The Fuller Memorandum by Charlie Stross

Do you know who Cthulhu is? Do you know what Chthonic means - or even how to pronounce it? If you do then this is a book you'll love. If you don't? Well, if you like dark crime and horror mysteries then this will also work for you.

This is one of Stross' laundry books, the laundry being the UK Government's agency that deals with the supernatural. Except in this world the supernatural has been reading H.P.Lovecraft zealously and then applying themselves to making it real a little too hard.

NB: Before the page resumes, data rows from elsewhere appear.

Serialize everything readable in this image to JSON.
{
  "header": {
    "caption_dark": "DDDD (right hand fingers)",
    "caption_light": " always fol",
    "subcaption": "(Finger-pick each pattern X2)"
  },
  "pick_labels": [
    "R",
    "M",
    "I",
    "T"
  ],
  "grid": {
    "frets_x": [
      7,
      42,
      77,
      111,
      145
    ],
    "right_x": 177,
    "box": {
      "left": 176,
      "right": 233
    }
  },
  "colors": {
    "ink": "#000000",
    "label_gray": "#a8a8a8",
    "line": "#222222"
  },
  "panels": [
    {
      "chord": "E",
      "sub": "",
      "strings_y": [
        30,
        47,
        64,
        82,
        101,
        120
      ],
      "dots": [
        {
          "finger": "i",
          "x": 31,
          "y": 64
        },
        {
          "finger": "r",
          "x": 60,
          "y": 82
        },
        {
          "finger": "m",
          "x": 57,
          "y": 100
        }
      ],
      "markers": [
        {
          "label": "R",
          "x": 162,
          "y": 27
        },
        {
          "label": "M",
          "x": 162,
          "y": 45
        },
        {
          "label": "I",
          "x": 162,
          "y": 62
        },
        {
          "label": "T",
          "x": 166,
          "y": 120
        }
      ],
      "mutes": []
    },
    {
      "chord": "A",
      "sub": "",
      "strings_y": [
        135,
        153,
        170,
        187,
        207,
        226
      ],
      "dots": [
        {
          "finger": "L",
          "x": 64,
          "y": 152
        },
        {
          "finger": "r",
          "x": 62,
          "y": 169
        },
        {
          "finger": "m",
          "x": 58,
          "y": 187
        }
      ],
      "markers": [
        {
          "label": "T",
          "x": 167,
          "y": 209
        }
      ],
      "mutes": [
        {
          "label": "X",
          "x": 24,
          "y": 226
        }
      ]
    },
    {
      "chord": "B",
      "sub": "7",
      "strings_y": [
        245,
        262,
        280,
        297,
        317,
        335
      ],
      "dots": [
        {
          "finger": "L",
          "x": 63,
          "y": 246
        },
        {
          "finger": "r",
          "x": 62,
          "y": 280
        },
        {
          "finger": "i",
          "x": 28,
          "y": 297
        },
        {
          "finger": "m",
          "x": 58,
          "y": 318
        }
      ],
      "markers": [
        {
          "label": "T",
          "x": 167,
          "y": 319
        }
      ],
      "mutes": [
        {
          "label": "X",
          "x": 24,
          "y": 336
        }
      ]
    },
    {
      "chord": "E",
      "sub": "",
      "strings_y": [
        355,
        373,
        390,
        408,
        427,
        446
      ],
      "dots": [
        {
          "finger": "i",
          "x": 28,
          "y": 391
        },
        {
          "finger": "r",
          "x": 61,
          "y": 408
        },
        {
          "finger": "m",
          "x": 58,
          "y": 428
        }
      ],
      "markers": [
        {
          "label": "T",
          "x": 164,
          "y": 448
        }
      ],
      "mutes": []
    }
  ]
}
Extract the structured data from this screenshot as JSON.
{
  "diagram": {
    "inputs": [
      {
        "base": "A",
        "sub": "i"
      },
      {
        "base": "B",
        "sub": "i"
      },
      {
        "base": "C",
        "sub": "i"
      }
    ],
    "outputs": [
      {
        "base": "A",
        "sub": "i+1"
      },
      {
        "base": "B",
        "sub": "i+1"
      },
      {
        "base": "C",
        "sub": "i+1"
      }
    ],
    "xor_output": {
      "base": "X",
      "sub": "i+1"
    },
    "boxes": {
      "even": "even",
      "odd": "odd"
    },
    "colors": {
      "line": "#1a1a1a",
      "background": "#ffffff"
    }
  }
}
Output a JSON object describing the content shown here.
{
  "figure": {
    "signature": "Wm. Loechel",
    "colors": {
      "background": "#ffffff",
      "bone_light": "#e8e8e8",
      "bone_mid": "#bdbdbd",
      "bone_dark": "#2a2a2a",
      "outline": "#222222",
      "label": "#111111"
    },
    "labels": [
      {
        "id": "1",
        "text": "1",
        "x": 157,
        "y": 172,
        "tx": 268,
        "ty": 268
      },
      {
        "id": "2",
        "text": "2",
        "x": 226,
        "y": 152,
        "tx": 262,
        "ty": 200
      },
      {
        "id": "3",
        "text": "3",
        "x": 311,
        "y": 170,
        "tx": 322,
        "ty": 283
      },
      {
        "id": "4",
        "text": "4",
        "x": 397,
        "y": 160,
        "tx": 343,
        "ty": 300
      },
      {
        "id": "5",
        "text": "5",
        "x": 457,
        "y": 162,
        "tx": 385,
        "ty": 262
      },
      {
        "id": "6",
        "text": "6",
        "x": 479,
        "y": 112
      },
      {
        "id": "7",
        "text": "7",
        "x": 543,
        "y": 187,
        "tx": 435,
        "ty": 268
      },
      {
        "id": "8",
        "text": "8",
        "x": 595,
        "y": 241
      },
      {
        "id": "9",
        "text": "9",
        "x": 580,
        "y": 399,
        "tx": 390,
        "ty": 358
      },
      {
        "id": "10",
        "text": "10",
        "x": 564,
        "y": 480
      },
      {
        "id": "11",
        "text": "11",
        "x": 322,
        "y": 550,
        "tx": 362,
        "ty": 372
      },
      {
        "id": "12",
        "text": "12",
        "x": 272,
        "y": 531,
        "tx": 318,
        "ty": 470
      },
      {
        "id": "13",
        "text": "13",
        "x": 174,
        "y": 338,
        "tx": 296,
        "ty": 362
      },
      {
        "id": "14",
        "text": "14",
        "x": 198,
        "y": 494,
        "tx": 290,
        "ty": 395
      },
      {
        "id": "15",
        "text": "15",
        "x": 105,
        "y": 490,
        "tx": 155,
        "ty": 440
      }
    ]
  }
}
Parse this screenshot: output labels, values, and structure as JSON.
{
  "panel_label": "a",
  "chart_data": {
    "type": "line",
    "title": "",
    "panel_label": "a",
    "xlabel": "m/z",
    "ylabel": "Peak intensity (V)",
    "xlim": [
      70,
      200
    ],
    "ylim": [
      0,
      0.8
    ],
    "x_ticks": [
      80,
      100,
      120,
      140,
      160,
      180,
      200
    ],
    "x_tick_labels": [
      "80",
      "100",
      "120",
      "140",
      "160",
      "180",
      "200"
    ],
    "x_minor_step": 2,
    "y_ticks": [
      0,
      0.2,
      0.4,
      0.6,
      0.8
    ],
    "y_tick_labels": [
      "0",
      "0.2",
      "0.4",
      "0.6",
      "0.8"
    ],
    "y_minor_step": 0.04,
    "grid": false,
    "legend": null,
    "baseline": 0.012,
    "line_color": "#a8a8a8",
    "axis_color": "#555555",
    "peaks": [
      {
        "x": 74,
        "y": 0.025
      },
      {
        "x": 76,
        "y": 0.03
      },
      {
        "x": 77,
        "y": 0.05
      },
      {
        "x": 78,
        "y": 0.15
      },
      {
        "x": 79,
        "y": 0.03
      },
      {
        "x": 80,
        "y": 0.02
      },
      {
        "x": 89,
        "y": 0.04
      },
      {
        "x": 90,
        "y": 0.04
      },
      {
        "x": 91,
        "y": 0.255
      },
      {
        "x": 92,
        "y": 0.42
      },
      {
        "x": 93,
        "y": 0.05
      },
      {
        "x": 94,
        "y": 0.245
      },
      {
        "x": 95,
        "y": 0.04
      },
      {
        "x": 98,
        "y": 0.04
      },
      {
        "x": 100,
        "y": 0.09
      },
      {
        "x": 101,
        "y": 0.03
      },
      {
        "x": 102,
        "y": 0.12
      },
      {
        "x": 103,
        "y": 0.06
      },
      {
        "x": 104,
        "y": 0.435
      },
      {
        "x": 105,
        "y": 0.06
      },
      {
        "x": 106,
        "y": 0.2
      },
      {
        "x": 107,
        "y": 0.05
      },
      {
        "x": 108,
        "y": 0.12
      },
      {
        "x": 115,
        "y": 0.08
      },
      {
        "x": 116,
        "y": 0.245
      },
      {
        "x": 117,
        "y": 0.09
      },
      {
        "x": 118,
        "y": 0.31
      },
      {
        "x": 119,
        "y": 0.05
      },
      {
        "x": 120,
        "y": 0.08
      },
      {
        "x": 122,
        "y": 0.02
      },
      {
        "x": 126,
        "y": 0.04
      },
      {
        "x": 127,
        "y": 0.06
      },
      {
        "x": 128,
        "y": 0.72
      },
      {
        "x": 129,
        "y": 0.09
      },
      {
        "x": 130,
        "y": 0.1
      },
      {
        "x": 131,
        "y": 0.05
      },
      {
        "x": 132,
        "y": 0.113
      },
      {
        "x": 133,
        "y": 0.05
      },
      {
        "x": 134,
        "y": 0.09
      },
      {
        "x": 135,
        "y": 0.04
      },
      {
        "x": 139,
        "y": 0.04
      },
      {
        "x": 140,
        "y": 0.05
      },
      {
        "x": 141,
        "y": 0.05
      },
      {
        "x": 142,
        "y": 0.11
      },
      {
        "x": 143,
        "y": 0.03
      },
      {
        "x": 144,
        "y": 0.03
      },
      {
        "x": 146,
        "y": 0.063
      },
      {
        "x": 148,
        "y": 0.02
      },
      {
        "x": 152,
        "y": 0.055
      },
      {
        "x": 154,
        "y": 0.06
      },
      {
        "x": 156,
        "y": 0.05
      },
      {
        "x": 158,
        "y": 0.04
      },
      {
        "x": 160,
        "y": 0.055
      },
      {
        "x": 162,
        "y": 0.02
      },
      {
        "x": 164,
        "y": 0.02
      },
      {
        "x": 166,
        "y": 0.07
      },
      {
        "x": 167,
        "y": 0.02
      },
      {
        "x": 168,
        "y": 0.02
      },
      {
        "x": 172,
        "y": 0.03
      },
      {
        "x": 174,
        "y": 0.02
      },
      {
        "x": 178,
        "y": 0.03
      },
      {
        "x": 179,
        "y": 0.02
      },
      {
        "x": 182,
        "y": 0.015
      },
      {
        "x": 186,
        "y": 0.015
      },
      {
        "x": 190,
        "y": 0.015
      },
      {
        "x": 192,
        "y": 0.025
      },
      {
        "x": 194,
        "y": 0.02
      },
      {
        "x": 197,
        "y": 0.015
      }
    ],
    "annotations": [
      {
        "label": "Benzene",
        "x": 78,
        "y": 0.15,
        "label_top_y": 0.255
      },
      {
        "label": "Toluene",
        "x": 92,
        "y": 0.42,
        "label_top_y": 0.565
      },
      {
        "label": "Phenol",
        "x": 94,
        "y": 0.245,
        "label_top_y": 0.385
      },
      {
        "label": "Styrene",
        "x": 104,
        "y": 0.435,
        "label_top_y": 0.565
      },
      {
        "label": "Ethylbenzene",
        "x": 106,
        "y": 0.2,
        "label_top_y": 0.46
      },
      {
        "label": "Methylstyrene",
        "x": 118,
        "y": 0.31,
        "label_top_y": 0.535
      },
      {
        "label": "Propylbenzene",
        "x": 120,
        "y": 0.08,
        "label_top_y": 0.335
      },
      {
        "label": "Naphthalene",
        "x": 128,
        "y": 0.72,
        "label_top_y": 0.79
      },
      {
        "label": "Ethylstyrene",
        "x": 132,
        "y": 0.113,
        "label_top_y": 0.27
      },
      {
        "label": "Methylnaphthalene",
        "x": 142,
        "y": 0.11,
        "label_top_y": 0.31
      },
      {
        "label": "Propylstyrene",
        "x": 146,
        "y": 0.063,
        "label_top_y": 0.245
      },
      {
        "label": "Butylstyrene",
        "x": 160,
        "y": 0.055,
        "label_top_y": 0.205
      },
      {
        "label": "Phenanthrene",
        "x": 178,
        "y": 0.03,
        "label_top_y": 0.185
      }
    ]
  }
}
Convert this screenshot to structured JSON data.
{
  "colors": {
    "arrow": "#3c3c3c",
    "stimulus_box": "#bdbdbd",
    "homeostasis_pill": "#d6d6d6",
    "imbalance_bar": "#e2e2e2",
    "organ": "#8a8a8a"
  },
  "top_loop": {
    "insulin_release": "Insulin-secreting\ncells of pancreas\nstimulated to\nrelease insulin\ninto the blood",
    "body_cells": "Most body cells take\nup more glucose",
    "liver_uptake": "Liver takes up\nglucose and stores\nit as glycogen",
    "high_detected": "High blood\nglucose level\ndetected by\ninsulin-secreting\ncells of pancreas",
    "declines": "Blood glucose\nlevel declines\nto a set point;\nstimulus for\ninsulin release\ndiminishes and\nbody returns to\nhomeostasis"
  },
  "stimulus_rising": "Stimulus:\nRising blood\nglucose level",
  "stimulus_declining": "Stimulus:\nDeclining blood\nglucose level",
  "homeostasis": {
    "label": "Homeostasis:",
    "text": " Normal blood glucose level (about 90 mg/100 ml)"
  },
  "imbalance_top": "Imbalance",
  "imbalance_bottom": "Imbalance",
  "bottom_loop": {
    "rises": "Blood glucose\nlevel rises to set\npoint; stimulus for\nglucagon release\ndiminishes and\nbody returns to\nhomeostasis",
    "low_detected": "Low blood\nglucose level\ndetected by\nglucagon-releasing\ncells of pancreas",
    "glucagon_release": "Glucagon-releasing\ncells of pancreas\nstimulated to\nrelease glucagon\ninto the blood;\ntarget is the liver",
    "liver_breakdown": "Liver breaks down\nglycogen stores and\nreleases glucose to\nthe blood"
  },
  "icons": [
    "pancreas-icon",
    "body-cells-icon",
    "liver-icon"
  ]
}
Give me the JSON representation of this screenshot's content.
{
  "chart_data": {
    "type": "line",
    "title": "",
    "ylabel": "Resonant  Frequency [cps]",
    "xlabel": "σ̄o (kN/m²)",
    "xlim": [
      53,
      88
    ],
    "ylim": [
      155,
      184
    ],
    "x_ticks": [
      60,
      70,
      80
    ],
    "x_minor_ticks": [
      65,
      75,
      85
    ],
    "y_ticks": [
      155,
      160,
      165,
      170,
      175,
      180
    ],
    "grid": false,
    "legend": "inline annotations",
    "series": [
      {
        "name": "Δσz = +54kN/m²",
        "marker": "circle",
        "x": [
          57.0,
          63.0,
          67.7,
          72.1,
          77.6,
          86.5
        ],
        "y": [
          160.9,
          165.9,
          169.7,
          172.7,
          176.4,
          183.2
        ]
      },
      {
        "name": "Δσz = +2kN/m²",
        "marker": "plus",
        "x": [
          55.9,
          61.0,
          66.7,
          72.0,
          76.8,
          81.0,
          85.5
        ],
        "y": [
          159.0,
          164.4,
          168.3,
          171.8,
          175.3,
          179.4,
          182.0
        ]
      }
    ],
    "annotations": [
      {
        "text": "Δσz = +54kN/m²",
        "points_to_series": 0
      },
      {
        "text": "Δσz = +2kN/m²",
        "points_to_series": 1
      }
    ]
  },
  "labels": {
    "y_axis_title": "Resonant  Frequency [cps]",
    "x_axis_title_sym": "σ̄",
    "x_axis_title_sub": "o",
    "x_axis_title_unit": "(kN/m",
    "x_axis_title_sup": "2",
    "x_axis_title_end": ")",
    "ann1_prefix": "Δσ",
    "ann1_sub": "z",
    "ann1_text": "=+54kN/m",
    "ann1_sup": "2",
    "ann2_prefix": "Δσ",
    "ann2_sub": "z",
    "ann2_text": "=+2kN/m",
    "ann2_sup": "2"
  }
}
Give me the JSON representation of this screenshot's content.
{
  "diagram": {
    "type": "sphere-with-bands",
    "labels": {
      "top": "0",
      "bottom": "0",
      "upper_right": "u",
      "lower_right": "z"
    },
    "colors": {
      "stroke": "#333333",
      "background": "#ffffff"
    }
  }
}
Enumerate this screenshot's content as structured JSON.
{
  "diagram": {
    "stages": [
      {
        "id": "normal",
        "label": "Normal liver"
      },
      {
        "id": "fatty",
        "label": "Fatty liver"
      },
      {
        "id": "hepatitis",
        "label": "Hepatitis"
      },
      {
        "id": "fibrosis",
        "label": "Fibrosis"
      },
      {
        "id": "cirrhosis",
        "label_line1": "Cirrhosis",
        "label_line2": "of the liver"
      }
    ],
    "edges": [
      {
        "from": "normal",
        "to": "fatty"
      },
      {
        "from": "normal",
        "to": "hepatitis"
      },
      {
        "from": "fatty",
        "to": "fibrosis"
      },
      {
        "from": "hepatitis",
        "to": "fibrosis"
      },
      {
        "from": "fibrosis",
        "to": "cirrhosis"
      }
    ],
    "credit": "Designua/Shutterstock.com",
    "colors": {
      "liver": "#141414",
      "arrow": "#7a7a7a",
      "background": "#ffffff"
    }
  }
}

So it inhabits the same world as 'John Dies At The End' but operates in a very different way. JDATE was a slacker novel, mad as its subject matter. Stross approaches unspeakable horrors in a clinical, methodical way - in fact just the way his civil servant characters would want the story told I expect. It's very British in its sentiment and works hard to make the madness of multi-dimensional madness have a strong sense of its own integrity. What's so charming about its construction is you feel as if the world will be ok because if we're just extremely reasonable in that British way then everyone else will stop, feeling a bit embarrassed, and return to the nether dimension they invaded from. It feels a bit like Heartbeat meets the Exorcist. He can be too self-consciously hip and knowing, which drags you out of the story by the scruff of the neck and is something I could do without.

The reason I found the self-consciousness so annoying is that Stross writes this book with a gripping pace that pulls you through some superb set pieces, gruesome horror and nicely choreographed relationships. Hands up - it's pulp, but it's at the top of its game and I couldn't put it down.

There are other Laundry books and I will be searching them out - I guess that's a definite recommendation.